[Records from a collection]
* * *

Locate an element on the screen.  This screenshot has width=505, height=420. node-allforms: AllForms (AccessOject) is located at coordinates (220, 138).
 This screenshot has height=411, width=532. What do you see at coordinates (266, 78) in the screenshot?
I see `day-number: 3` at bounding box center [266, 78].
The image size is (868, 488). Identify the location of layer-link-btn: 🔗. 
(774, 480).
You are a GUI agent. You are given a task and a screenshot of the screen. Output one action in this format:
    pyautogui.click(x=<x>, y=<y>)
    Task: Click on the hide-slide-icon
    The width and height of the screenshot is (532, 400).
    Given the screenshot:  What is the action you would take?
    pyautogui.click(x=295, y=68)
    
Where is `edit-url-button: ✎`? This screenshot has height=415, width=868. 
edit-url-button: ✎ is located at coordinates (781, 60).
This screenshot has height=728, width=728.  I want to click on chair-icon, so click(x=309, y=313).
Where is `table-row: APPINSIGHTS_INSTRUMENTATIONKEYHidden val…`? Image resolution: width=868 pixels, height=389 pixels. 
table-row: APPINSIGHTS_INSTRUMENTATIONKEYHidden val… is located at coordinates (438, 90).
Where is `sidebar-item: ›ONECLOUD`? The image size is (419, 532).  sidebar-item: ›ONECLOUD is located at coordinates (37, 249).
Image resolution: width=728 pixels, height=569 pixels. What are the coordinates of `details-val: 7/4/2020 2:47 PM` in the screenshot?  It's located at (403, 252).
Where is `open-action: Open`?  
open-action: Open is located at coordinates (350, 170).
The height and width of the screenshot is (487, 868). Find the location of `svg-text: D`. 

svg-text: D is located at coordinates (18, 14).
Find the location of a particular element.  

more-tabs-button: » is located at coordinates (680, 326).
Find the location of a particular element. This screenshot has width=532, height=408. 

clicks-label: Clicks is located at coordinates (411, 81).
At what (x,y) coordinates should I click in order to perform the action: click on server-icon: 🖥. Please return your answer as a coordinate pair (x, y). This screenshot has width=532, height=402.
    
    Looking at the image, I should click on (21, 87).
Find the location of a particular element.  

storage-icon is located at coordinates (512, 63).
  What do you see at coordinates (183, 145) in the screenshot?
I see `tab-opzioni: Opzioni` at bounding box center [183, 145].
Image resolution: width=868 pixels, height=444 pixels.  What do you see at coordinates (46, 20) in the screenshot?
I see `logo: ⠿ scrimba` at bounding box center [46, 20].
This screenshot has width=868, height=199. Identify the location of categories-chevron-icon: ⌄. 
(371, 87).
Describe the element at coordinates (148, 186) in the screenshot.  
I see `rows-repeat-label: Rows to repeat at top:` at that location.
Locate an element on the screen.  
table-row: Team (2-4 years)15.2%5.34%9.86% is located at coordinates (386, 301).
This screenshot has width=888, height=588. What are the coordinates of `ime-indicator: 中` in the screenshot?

* * *

Nothing in the records should differ from the original when you retype them.

Result below
Locate an element on the screen.  This screenshot has width=505, height=420. node-allforms: AllForms (AccessOject) is located at coordinates (220, 138).
 This screenshot has height=411, width=532. What do you see at coordinates (266, 78) in the screenshot?
I see `day-number: 3` at bounding box center [266, 78].
The image size is (868, 488). Identify the location of layer-link-btn: 🔗. 
(774, 480).
You are a GUI agent. You are given a task and a screenshot of the screen. Output one action in this format:
    pyautogui.click(x=<x>, y=<y>)
    Task: Click on the hide-slide-icon
    The width and height of the screenshot is (532, 400).
    Given the screenshot:  What is the action you would take?
    pyautogui.click(x=295, y=68)
    
Where is `edit-url-button: ✎`? This screenshot has height=415, width=868. 
edit-url-button: ✎ is located at coordinates (781, 60).
This screenshot has height=728, width=728.  I want to click on chair-icon, so click(x=309, y=313).
Where is `table-row: APPINSIGHTS_INSTRUMENTATIONKEYHidden val…`? Image resolution: width=868 pixels, height=389 pixels. 
table-row: APPINSIGHTS_INSTRUMENTATIONKEYHidden val… is located at coordinates (438, 90).
Where is `sidebar-item: ›ONECLOUD`? The image size is (419, 532).  sidebar-item: ›ONECLOUD is located at coordinates (37, 249).
Image resolution: width=728 pixels, height=569 pixels. What are the coordinates of `details-val: 7/4/2020 2:47 PM` in the screenshot?  It's located at (403, 252).
Where is `open-action: Open`?  
open-action: Open is located at coordinates (350, 170).
The height and width of the screenshot is (487, 868). Find the location of `svg-text: D`. 

svg-text: D is located at coordinates (18, 14).
Find the location of a particular element.  

more-tabs-button: » is located at coordinates (680, 326).
Find the location of a particular element. This screenshot has width=532, height=408. 

clicks-label: Clicks is located at coordinates (411, 81).
At what (x,y) coordinates should I click in order to perform the action: click on server-icon: 🖥. Please return your answer as a coordinate pair (x, y). This screenshot has width=532, height=402.
    
    Looking at the image, I should click on (21, 87).
Find the location of a particular element.  

storage-icon is located at coordinates (512, 63).
  What do you see at coordinates (183, 145) in the screenshot?
I see `tab-opzioni: Opzioni` at bounding box center [183, 145].
Image resolution: width=868 pixels, height=444 pixels.  What do you see at coordinates (46, 20) in the screenshot?
I see `logo: ⠿ scrimba` at bounding box center [46, 20].
This screenshot has width=868, height=199. Identify the location of categories-chevron-icon: ⌄. 
(371, 87).
Describe the element at coordinates (148, 186) in the screenshot.  
I see `rows-repeat-label: Rows to repeat at top:` at that location.
Locate an element on the screen.  
table-row: Team (2-4 years)15.2%5.34%9.86% is located at coordinates (386, 301).
This screenshot has width=888, height=588. What are the coordinates of `ime-indicator: 中` in the screenshot?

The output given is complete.